Recognise This! – If you’re going to invest in employee recognition and rewards, make sure your rewards measure up to your recognition.

My team of consultants and I regularly engage with clients to help them assess and analyse their employee recognition and reward programmes. We do this on many fronts, from sheer uncovering of recognition activities happening in facilities around the world to budget investment to benchmarking and best practice recommendations.

We analyse everything from how recognition takes place, how deeply its embedded into the culture, who’s encouraged to participate as both nominators of others for recognition as well as potential recipients, and process elements including frequency, timeliness, presentation, etc.

A part of this, of course, is the reward mechanism used. In this blog I tend to emphasise the recognition part of the recognition and reward equation because getting recognition right is the foundation to proactive culture management, crowdsourced performance and so much more. But we cannot ignore the rewards. Rewards are more than the icing on the cake. They are the “trophy value” for employees – the long-lasting reminder of how much the company values and appreciates the employee and their contributions.

Don’t Neglect Rewards in Effective, Strategic Employee Recognition Programmes

That’s why offering a wide range of rewards is critical. Employees must be able to choose from a vast selection of rewards that are personally meaningful and culturally relevant for them – especially in global organisations. Offering hundreds of rewards options to US-based employees and only a dozen options to China-based employees is lazy at best and insulting to the employee at worst.

More to the point is being sure the recipient of recognition is the one choosing their reward, not the giver (whether that be a peer or a manager). Case in point – just last week my team shared amongst ourselves some reward practices we’ve uncovered in these analysis projects. One in particular stuck out to me. Managers always selected the reward for the recipient, and they could only choose from two reward options – chocolates or wine.

What if the recipient is a diabetic teetotaler, or merely allergic to wine (or chocolate)? What if the person is on a diet? Now the well-intended reward is received as a useless slap in the face.

Let the Recipient Choose

While an extreme example, it highlights the importance of letting the recipient choose their own reward. I’ve shared before stories of why manager “goodie drawers” are a bad idea (giving a gift card to a steakhouse to a vegan employee; giving tickets to a local theatre production to an employee with kids for whom the securing and paying for childcare makes the night out not worth it; the iPod given to a deaf employee).

The bottom line: Let the employee choose their own reward from millions of options, in their own neighborhood or anywhere around the world.

What’s the most insulting “reward” or gift you’ve been given?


About this task.
Locate and copy each line in the data that contains the word "elements".

Data shown.
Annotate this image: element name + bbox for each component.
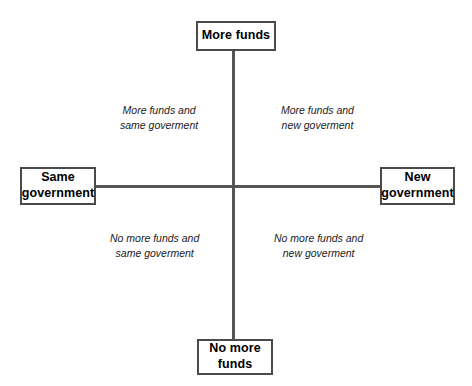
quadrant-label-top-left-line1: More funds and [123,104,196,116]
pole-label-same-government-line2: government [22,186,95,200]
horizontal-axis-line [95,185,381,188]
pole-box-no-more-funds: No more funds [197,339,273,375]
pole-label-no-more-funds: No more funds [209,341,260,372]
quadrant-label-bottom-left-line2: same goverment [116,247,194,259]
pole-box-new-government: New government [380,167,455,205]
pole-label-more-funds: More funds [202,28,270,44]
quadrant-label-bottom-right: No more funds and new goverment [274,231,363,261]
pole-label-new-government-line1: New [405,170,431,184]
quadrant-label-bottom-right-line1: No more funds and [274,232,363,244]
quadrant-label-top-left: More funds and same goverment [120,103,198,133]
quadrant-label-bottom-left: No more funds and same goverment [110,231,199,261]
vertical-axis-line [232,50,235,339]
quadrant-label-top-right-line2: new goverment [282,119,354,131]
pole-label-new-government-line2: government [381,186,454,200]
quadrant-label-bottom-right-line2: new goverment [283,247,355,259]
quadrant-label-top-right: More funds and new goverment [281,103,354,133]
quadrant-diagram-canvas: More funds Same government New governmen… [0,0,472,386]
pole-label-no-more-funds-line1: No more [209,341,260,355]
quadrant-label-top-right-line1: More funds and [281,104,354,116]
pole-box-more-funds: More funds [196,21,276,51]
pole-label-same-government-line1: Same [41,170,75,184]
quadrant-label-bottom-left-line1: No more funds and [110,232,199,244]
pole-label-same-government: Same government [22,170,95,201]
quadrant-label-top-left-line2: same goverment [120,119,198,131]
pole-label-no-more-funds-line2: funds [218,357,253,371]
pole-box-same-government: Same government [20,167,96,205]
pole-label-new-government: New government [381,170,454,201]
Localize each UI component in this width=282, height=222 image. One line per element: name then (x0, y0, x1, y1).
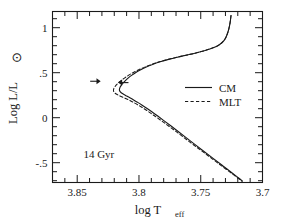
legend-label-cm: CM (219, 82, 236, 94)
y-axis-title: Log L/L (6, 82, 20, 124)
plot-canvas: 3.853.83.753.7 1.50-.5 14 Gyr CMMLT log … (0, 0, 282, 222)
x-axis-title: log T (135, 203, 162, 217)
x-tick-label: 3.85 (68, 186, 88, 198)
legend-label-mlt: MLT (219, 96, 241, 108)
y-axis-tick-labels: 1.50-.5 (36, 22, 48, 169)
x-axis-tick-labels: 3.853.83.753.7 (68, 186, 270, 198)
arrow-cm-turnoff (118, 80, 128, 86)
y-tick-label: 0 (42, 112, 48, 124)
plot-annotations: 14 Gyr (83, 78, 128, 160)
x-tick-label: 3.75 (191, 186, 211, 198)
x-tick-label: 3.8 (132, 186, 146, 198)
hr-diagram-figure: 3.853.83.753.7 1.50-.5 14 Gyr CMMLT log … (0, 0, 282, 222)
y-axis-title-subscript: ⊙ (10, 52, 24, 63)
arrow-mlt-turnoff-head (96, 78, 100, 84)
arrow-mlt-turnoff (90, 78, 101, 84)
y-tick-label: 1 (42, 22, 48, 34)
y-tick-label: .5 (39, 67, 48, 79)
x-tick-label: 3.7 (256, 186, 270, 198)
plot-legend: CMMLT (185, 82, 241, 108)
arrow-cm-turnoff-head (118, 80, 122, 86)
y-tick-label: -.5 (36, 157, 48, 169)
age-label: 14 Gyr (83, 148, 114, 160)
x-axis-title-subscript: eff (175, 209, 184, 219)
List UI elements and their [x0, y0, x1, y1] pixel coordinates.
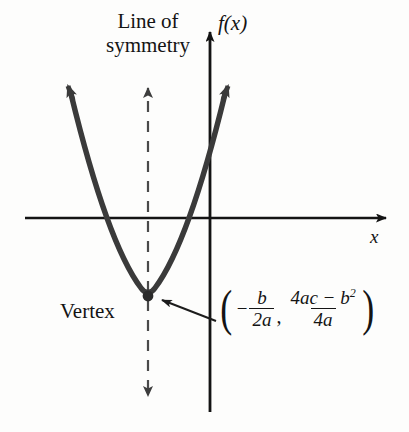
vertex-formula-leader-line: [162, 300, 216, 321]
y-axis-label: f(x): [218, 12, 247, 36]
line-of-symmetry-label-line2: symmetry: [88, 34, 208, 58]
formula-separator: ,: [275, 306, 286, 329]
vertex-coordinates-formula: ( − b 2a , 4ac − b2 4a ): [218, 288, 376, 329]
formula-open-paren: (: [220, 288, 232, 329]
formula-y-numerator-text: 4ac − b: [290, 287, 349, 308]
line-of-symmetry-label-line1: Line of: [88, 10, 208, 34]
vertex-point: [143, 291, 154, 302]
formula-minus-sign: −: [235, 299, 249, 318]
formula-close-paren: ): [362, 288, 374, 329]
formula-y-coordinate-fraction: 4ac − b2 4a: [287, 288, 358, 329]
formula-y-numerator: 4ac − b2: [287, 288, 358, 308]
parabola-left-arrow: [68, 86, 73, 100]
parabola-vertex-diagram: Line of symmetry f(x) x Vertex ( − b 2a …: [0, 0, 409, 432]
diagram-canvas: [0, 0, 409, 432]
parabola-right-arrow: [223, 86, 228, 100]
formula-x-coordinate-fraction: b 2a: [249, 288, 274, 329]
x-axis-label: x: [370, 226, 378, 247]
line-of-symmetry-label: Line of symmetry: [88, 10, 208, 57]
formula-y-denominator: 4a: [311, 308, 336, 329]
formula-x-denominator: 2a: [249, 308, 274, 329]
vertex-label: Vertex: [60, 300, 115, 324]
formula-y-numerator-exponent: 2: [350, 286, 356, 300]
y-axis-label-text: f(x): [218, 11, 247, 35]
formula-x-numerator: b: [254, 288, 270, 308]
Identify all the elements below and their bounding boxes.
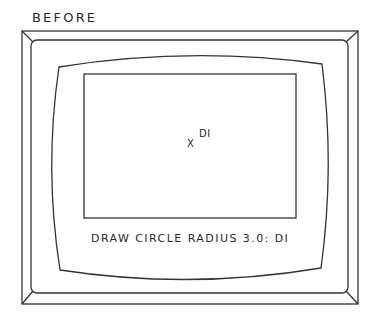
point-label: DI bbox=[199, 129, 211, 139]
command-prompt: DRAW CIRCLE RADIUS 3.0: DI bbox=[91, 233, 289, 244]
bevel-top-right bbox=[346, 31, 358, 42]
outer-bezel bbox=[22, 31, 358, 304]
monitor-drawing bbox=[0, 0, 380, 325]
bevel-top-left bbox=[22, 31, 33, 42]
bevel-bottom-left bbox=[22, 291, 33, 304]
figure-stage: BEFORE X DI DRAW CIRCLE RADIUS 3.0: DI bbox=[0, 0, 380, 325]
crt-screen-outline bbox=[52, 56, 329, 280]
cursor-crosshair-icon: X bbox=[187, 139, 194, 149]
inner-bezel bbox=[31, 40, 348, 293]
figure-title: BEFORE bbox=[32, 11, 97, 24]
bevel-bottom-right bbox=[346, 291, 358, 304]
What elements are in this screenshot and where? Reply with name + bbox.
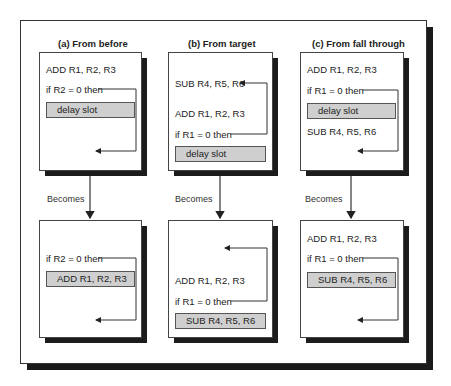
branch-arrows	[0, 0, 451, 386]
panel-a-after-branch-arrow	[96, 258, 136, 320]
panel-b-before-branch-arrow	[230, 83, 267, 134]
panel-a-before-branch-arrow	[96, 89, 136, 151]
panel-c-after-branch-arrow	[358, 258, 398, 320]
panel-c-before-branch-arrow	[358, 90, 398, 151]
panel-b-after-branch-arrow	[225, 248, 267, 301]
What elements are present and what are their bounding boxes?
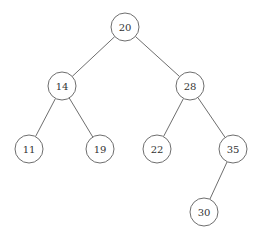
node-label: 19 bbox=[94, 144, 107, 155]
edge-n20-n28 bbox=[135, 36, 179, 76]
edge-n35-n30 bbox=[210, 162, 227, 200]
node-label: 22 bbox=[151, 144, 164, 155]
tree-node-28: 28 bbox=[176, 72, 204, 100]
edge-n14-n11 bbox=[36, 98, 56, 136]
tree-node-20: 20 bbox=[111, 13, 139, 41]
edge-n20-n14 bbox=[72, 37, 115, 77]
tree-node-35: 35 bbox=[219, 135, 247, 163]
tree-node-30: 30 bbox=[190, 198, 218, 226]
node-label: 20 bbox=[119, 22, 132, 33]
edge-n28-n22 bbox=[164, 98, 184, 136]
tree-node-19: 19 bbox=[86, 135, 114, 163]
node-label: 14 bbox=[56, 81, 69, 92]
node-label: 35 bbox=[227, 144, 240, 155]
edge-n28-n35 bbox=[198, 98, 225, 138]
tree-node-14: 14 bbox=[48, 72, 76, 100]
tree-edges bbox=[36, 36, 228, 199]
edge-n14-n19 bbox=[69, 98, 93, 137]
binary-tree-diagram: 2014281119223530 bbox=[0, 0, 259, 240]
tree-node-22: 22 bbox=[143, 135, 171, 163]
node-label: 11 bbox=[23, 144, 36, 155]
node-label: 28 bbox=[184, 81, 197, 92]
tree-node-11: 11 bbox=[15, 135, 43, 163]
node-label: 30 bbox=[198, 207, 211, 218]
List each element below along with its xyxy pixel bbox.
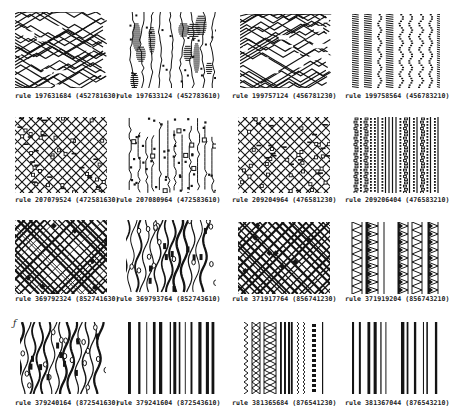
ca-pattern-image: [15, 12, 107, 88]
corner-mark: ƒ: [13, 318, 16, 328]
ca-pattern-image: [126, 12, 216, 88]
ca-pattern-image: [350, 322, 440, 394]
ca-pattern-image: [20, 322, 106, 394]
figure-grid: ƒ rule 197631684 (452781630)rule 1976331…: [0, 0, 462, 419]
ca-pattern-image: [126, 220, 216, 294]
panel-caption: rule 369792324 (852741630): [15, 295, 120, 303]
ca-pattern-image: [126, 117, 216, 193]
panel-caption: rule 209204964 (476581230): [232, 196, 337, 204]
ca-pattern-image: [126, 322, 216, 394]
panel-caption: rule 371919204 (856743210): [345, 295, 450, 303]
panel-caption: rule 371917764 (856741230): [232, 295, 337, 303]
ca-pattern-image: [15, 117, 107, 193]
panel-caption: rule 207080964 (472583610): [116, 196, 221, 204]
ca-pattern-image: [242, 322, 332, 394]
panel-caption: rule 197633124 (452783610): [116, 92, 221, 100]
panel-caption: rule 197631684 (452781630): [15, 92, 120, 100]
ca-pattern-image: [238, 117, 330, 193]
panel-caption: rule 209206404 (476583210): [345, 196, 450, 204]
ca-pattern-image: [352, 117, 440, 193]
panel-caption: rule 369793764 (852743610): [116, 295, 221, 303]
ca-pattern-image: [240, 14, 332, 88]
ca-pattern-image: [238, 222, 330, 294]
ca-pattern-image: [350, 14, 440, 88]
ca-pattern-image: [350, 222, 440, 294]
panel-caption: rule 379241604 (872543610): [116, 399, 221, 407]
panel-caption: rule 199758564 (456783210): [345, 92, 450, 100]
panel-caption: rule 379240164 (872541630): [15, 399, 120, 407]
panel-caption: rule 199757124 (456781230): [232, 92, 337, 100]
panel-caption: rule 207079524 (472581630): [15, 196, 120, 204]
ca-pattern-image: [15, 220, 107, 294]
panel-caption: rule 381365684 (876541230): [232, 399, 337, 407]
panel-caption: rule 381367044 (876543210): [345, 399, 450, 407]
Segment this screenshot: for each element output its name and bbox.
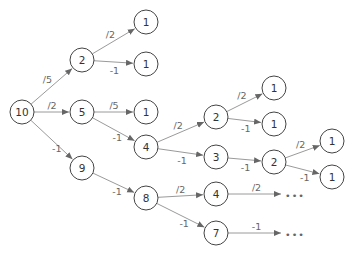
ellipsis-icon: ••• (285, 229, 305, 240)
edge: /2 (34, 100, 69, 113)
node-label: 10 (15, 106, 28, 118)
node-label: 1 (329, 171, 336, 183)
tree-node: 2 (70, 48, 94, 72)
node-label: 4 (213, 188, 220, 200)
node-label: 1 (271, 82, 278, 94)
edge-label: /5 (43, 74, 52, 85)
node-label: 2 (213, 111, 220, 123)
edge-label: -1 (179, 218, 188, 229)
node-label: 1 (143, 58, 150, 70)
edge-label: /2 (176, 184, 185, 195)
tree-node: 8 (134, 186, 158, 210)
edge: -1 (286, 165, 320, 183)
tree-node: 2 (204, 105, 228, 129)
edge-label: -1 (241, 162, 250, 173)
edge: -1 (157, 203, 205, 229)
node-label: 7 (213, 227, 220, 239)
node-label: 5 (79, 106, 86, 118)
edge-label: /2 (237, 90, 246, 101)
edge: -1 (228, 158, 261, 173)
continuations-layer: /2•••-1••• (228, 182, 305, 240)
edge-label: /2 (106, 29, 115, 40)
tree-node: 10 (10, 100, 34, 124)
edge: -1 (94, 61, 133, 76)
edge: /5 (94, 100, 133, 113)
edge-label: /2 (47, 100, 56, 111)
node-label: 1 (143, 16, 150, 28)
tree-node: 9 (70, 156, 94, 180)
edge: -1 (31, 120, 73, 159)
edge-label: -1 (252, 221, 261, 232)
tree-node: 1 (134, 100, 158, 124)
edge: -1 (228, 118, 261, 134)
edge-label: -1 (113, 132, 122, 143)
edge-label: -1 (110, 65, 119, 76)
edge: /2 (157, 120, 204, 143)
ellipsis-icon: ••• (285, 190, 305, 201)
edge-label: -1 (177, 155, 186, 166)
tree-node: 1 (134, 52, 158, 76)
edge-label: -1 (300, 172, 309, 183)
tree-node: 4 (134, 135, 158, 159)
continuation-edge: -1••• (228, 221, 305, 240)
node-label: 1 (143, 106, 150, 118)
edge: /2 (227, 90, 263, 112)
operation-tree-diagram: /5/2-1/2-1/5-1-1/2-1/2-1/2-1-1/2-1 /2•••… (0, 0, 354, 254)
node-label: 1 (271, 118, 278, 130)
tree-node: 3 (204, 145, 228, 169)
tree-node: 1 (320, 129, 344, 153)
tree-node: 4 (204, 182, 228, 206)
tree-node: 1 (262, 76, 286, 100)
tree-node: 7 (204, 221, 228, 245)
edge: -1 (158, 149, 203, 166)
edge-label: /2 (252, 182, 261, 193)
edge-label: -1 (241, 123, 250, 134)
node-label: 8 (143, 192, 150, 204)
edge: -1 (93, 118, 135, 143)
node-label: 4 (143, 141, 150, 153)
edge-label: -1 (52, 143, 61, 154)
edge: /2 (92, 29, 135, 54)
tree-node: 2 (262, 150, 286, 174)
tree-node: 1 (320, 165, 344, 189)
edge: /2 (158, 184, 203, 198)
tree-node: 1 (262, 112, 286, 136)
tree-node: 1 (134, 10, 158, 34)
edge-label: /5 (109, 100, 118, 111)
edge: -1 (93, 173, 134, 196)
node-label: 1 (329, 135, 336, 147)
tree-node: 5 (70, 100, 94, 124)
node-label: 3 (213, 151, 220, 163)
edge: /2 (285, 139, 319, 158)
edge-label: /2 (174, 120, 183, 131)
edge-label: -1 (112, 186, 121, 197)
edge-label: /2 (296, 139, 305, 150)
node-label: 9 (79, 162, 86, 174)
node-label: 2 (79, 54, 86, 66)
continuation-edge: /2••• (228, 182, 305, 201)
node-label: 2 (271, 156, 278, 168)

Your solution.
List UI elements and their [x0, y0, x1, y1] pixel coordinates.
Identify all the elements below and their bounding boxes.
What elements are in this screenshot and where? Reply with name + bbox.
What elements are present and what are their bounding boxes?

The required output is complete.